Obviously the pride of lions is collaborative in it’s hunting behavior, but did you notice how the whole herd of buffalo came to the defense of the youngster? Even among these lumbering beasts, the instinct for survival is expressed in terms of the community of water buffalo, not the individuals!
This illustrates the fallacy of Social Darwinism. Action based solely on self-interest (e.g. greed) does not contribute to any greater good! It is rather, behavior that threatens the survival of the species. It was for good reason that Darwin titled his book “The Origin of Species” and not the “The Origin of Greg”. The instinct for survival inexorably interconnects individuals into a greater whole. A species is a system that is greater than the sum of its parts. (This interconnectedness is also at work between various species occupying an ecological niche, but that’s another story.)

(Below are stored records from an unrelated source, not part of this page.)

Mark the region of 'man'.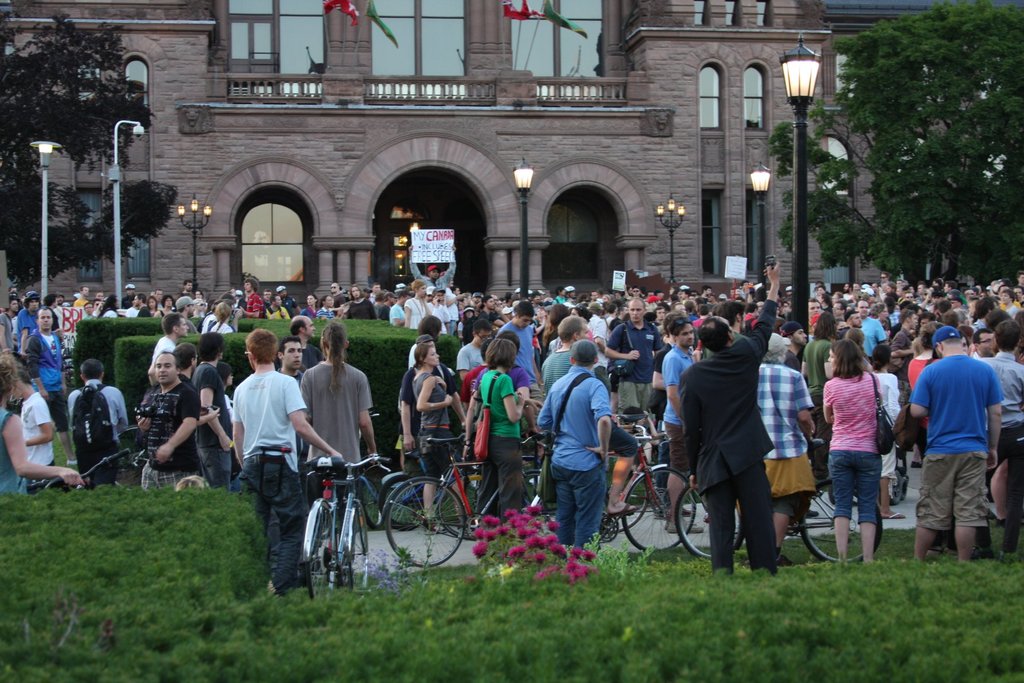
Region: (916, 307, 1012, 584).
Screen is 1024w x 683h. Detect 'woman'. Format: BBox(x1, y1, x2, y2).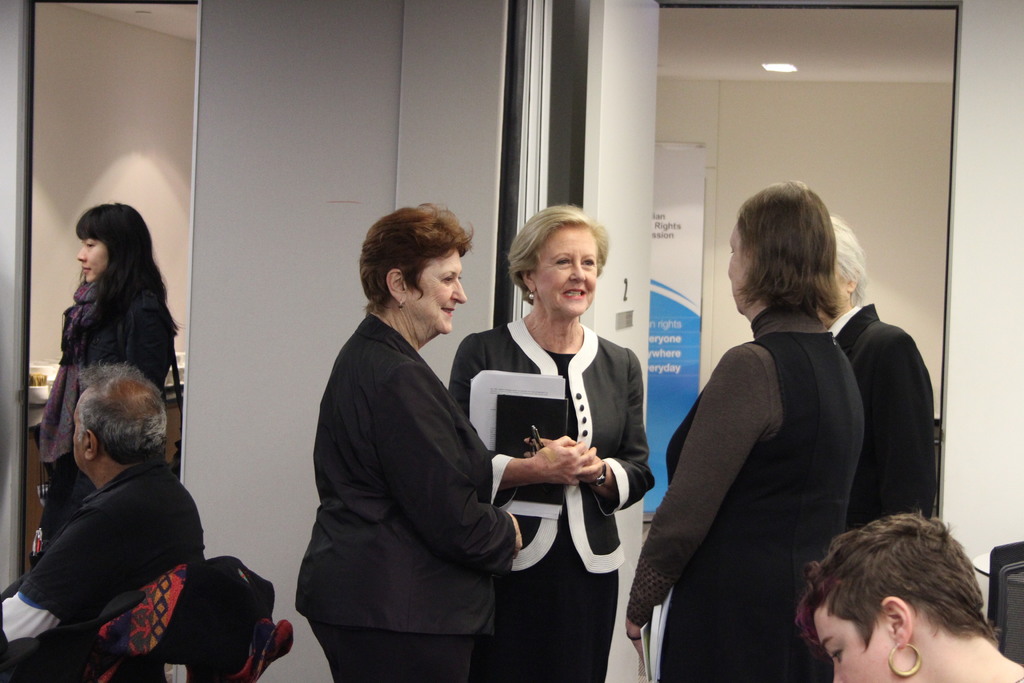
BBox(479, 210, 648, 682).
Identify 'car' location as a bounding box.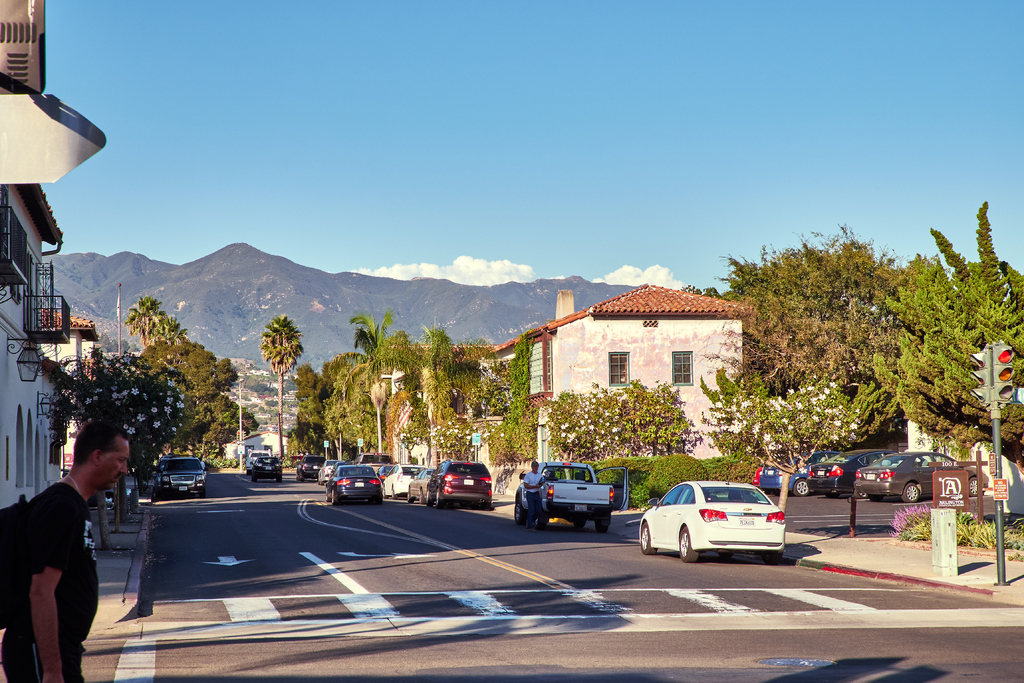
{"x1": 292, "y1": 453, "x2": 333, "y2": 481}.
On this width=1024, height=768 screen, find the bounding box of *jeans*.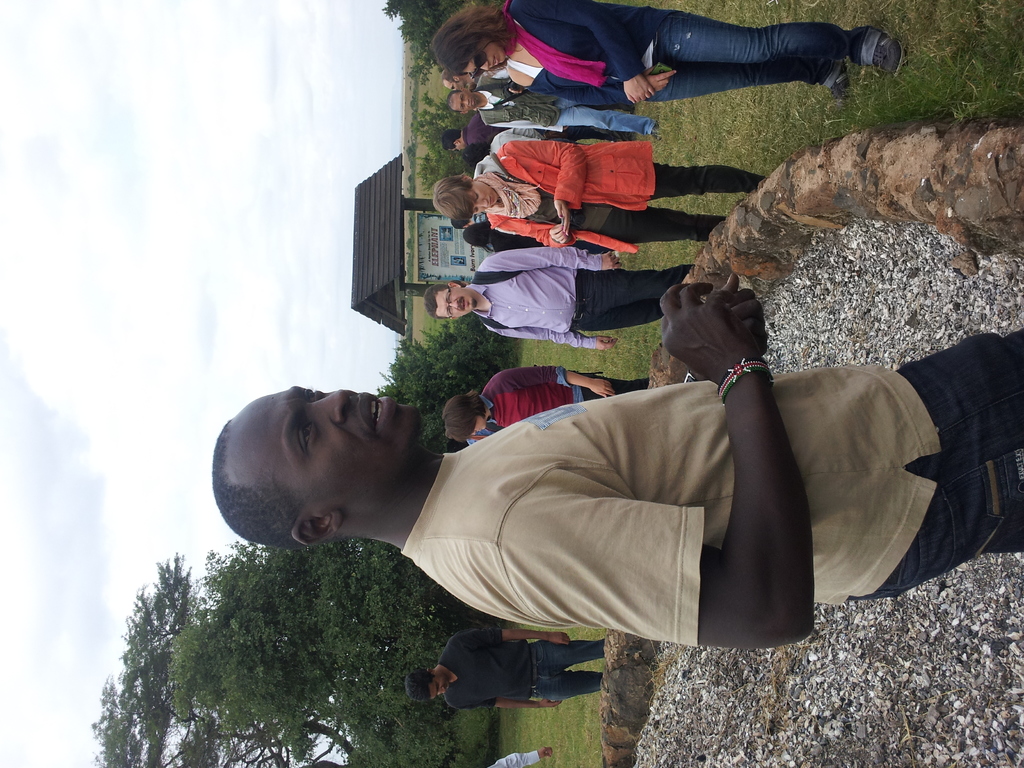
Bounding box: (526,643,600,698).
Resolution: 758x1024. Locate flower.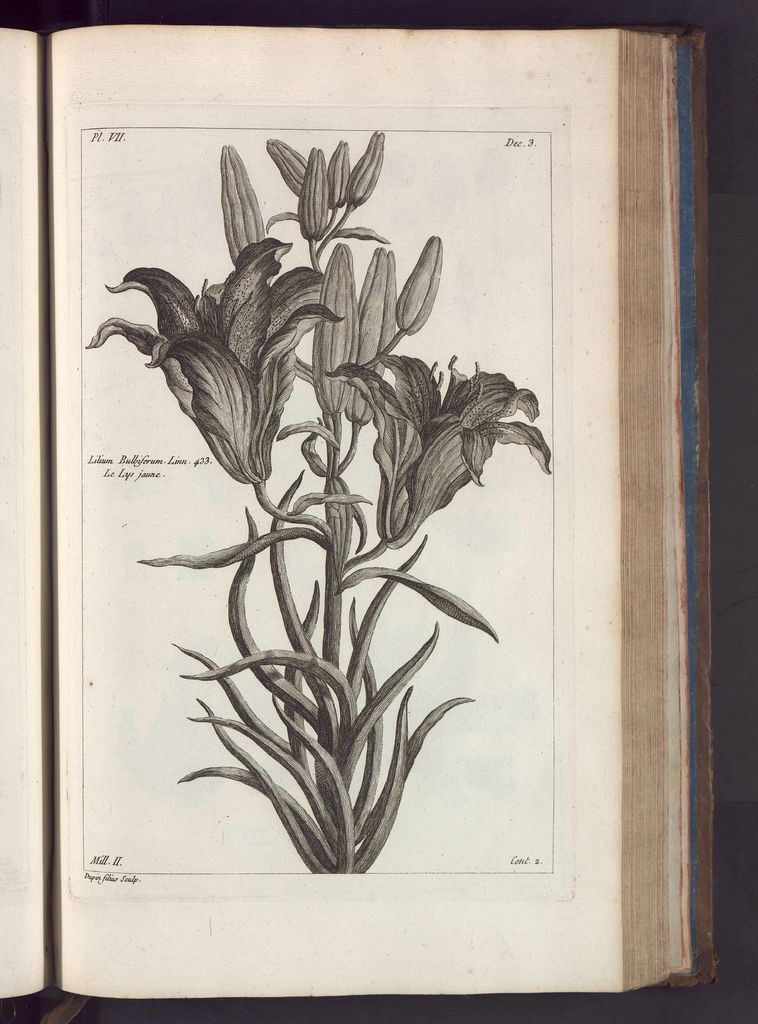
(339,247,397,428).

Now, watch the video again. Notice how the leader of the herd initiates action, not though coercion, but by being out front. Were he to go it alone, he would become another victim but in collaboration with the followers, the lions don’t stand a chance. He’s is a top-up leader! He does his job and the followers do theirs. It’s as natural as can be.
So here’s a new thesis to consider when working toward a more useful system of management:
The biology and sociobiology of living organisms is based on collaboration—this is a rule rather than the exception. At the simplest biological levels, collective action is expressed automatically, but as biological complexity increases, voluntary collective behaviors tend to take precedence over action based on individual self-interest. Collaboration in reproduction, hunting, defense, protection of young, and in the human species, creation of wealth, are all expressions of the will to survive. In nature, the collaborative dance of willing individuals is the rule and, as with other living organisms, we human beings are pre-wired to act this way. When humans act otherwise, we must ask ourselves what it is that we are doing to perturb this natural tendency.
Consider how different our social, political, and economic theories and methods might be if we were to begin from this premise.
I can hear some of you saying that your anecdotal knowledge of human behavior doesn’t bear this thesis out, but I assure you that if you take the time to look, you will find a great deal of supporting scientific literature. Your search won’t be easy. This literature is not very visible in a society steeped in, and committed to a mythology of free markets driven by individual self-interest.
Check back again soon and I’ll give you a rundown on top-up management among our species.